Black | Box pairs McAdams’s historic photos with her lyrical reflections. AutoWorks & WaterWorks showcases how Robinson captured the body performing games of chance with the camera.
byPratt Manhattan Gallery

On Friday, April 18, Pratt Manhattan Gallery will open two new photography exhibitions: Black | Box by Dona Ann McAdams, which combines black and white photography with text to encapsulate late 20th century American life, and AutoWorks & WaterWorks by Abby Robinson, which captures the body performing games of chance with the camera, moving through light and the fluidity of water.
Dona Ann McAdams: Black | Box
Black | Box is an exhibition by award-winning American photographer Dona Ann McAdams, combining 50 years of black and white photography with her own short lyric texts. Taken between 1974 and 2024, the photos document astonishing moments and people across decades of American life. These striking historical images paired with personal reflections that read like prose poems work together to convey an unapologetic history of the Queer Liberation Movement, the Culture Wars, and the Performance Art scene of the 1980s and 1990s. This show is timed to coincide with the release of McAdams’s recent monograph, Black | Box: A Photographic Memoir, published by Saint Lucy Books.
Abby Robinson: AutoWorks & WaterWorks
Abby Robinson (1947–2024) developed her AutoWorks series for over 30 years, beginning in 1971. The series communicates the art of women deploying the camera to debunk fixed gender roles through self-portrait photography and presentation. Composed of black and white prints approximately two-by-three in size, the images from AutoWorks are small and intimate photos.

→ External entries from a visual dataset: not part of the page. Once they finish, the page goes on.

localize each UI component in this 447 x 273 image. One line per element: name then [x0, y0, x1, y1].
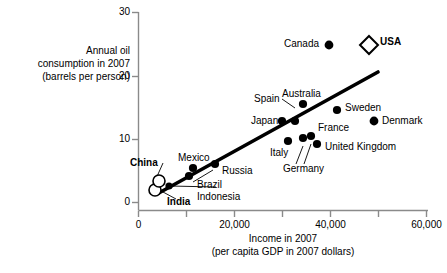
- point-china: [153, 175, 165, 187]
- label-canada: Canada: [284, 38, 319, 50]
- point-germany: [299, 134, 307, 142]
- y-tick-label-10: 10: [110, 133, 130, 145]
- point-usa: [360, 36, 378, 54]
- y-tick-label-0: 0: [110, 196, 130, 208]
- y-axis-title-line1: Annual oil: [8, 44, 130, 57]
- label-usa: USA: [380, 36, 401, 48]
- x-tick-label-60000: 60,000: [400, 219, 447, 231]
- point-denmark: [370, 117, 379, 126]
- point-italy: [284, 137, 292, 145]
- label-japan: Japan: [251, 115, 278, 127]
- point-japan: [278, 117, 286, 125]
- point-france: [307, 132, 315, 140]
- point-australia: [299, 100, 307, 108]
- label-italy: Italy: [270, 147, 288, 159]
- x-axis-title: Income in 2007 (per capita GDP in 2007 d…: [138, 232, 428, 258]
- label-sweden: Sweden: [345, 102, 381, 114]
- label-indonesia: Indonesia: [197, 191, 240, 203]
- x-axis-title-line1: Income in 2007: [138, 232, 428, 245]
- point-canada: [325, 41, 334, 50]
- y-tick-label-30: 30: [110, 6, 130, 18]
- label-united-kingdom: United Kingdom: [325, 141, 396, 153]
- x-tick-label-20000: 20,000: [208, 219, 261, 231]
- label-denmark: Denmark: [382, 115, 423, 127]
- x-tick-label-0: 0: [124, 219, 153, 231]
- label-russia: Russia: [222, 165, 253, 177]
- label-spain: Spain: [254, 93, 280, 105]
- label-brazil: Brazil: [197, 179, 222, 191]
- y-tick-label-20: 20: [110, 70, 130, 82]
- point-mexico: [189, 164, 197, 172]
- label-australia: Australia: [282, 88, 321, 100]
- point-russia: [211, 160, 219, 168]
- point-brazil: [185, 172, 193, 180]
- label-germany: Germany: [283, 163, 324, 175]
- label-china: China: [130, 157, 158, 169]
- label-france: France: [318, 122, 349, 134]
- x-axis: [139, 211, 429, 218]
- x-axis-title-line2: (per capita GDP in 2007 dollars): [138, 245, 428, 258]
- y-axis: [132, 12, 139, 210]
- y-axis-title-line2: consumption in 2007: [8, 57, 130, 70]
- x-tick-label-40000: 40,000: [304, 219, 357, 231]
- label-india: India: [167, 196, 190, 208]
- label-mexico: Mexico: [178, 152, 210, 164]
- point-spain: [291, 117, 299, 125]
- point-sweden: [333, 106, 341, 114]
- point-indonesia: [165, 182, 172, 189]
- point-united-kingdom: [313, 140, 321, 148]
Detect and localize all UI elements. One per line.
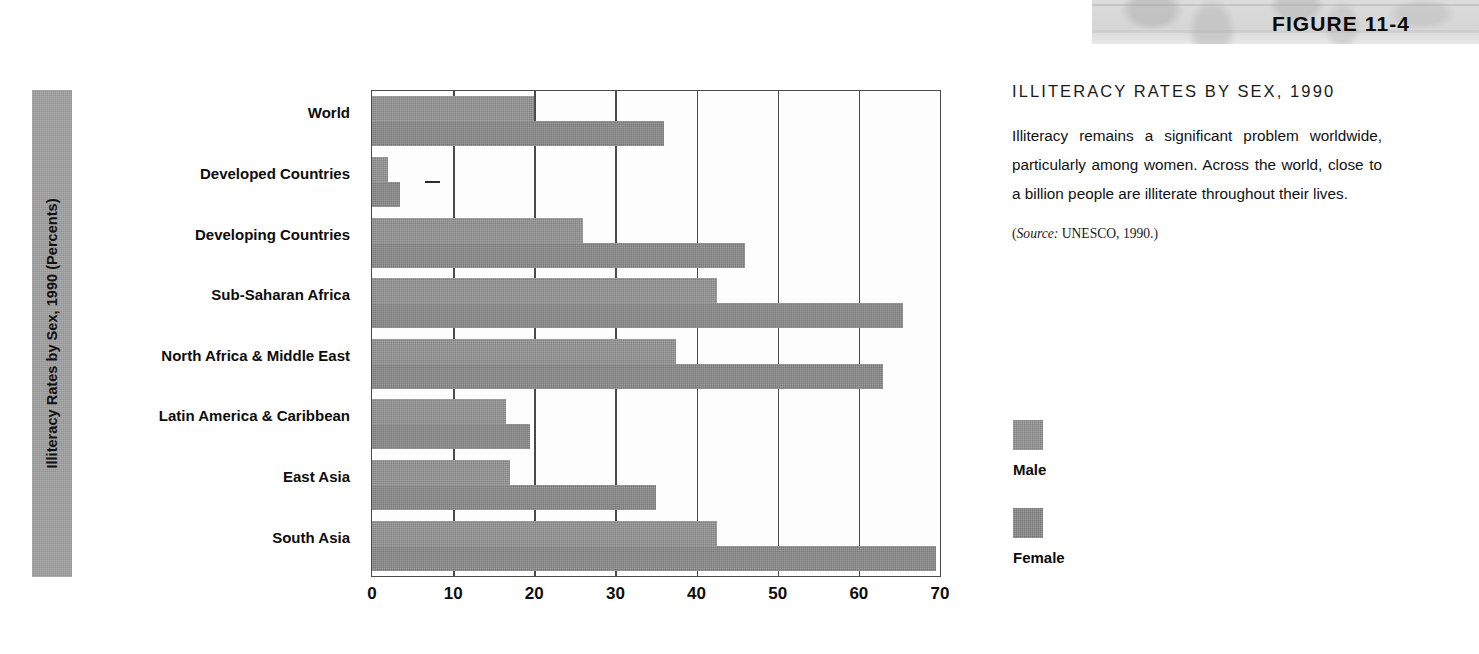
legend-swatch-male [1013, 420, 1043, 450]
x-tick-label-0: 0 [367, 584, 376, 604]
bar-group-south-asia [372, 521, 940, 571]
bar-female-developing-countries [372, 243, 745, 268]
bar-female-world [372, 121, 664, 146]
bar-male-sub-saharan-africa [372, 278, 717, 303]
category-axis-labels: WorldDeveloped CountriesDeveloping Count… [70, 91, 350, 576]
caption-source-line: (Source: UNESCO, 1990.) [1012, 226, 1410, 242]
header-band-streak [1092, 4, 1479, 6]
category-label-latin-america-caribbean: Latin America & Caribbean [159, 408, 350, 424]
bar-male-developing-countries [372, 218, 583, 243]
bar-male-south-asia [372, 521, 717, 546]
source-text: UNESCO, 1990.) [1058, 226, 1158, 241]
y-axis-title-band [32, 90, 72, 577]
bar-male-east-asia [372, 460, 510, 485]
legend-label-male: Male [1013, 461, 1065, 478]
category-label-north-africa-middle-east: North Africa & Middle East [161, 348, 350, 364]
bar-female-north-africa-middle-east [372, 364, 883, 389]
bar-group-world [372, 96, 940, 146]
bar-male-north-africa-middle-east [372, 339, 676, 364]
chart-legend: Male Female [1013, 420, 1065, 596]
x-tick-label-60: 60 [849, 584, 868, 604]
legend-swatch-female [1013, 508, 1043, 538]
category-label-developing-countries: Developing Countries [195, 227, 350, 243]
bar-group-developed-countries [372, 157, 940, 207]
caption-title: ILLITERACY RATES BY SEX, 1990 [1012, 82, 1410, 101]
bar-group-sub-saharan-africa [372, 278, 940, 328]
legend-label-female: Female [1013, 549, 1065, 566]
bar-female-south-asia [372, 546, 936, 571]
category-label-south-asia: South Asia [272, 530, 350, 546]
bar-female-latin-america-caribbean [372, 424, 530, 449]
bar-female-east-asia [372, 485, 656, 510]
chart-bars-layer [372, 91, 940, 576]
x-tick-label-30: 30 [606, 584, 625, 604]
bar-female-developed-countries [372, 182, 400, 207]
x-tick-label-70: 70 [931, 584, 950, 604]
x-tick-label-20: 20 [525, 584, 544, 604]
x-tick-label-10: 10 [444, 584, 463, 604]
bar-male-developed-countries [372, 157, 388, 182]
source-label: Source: [1017, 226, 1059, 241]
bar-group-latin-america-caribbean [372, 399, 940, 449]
figure-number-label: FIGURE 11-4 [1272, 12, 1410, 36]
bar-group-east-asia [372, 460, 940, 510]
bar-male-latin-america-caribbean [372, 399, 506, 424]
bar-group-north-africa-middle-east [372, 339, 940, 389]
category-label-sub-saharan-africa: Sub-Saharan Africa [211, 287, 350, 303]
category-label-world: World [308, 105, 350, 121]
legend-item-male: Male [1013, 420, 1065, 478]
bar-male-world [372, 96, 534, 121]
x-tick-label-50: 50 [768, 584, 787, 604]
category-label-developed-countries: Developed Countries [200, 166, 350, 182]
caption-column: ILLITERACY RATES BY SEX, 1990 Illiteracy… [1012, 82, 1410, 242]
legend-item-female: Female [1013, 508, 1065, 566]
x-tick-label-40: 40 [687, 584, 706, 604]
caption-body-text: Illiteracy remains a significant problem… [1012, 121, 1382, 208]
category-label-east-asia: East Asia [283, 469, 350, 485]
x-axis-tick-labels: 010203040506070 [371, 584, 941, 614]
bar-female-sub-saharan-africa [372, 303, 903, 328]
bar-group-developing-countries [372, 218, 940, 268]
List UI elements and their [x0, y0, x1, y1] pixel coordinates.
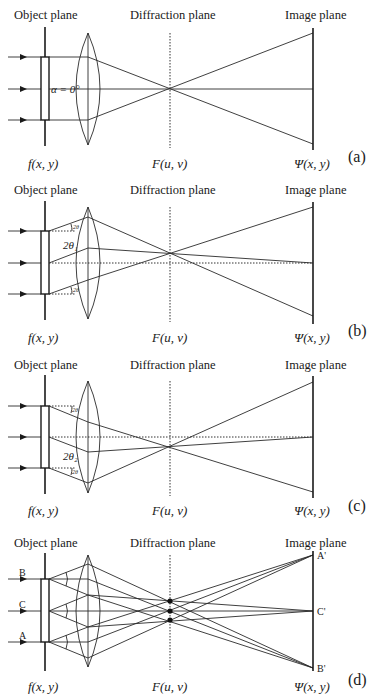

Robinson’s WaterWorks series grew out of AutoWorks over the past decade, when she serendipitously took her camera into the shower. The use of color and significantly larger prints results in a different mood for the WaterWorks photos. The images are direct, showing merely a figure and a circumscribed space transformed by a combination of water and light. The exhibition features works from both series, which were selected by the photographer before her death in July 2024.
Both exhibitions are on display at Pratt Manhattan Gallery from Friday, April 18, until June 7, 2025, with a public reception on Thursday, April 17, from 6 to 8pm. Pratt Manhattan Gallery is located at 144 West 14th Street in New York City, open 11am–6pm Monday through Saturday.
To learn more, visit pratt.edu.
Pratt Manhattan Gallery’s program is made possible in part by the New York State Council on the Arts with the support of the Office of the Governor and the New York State Legislature.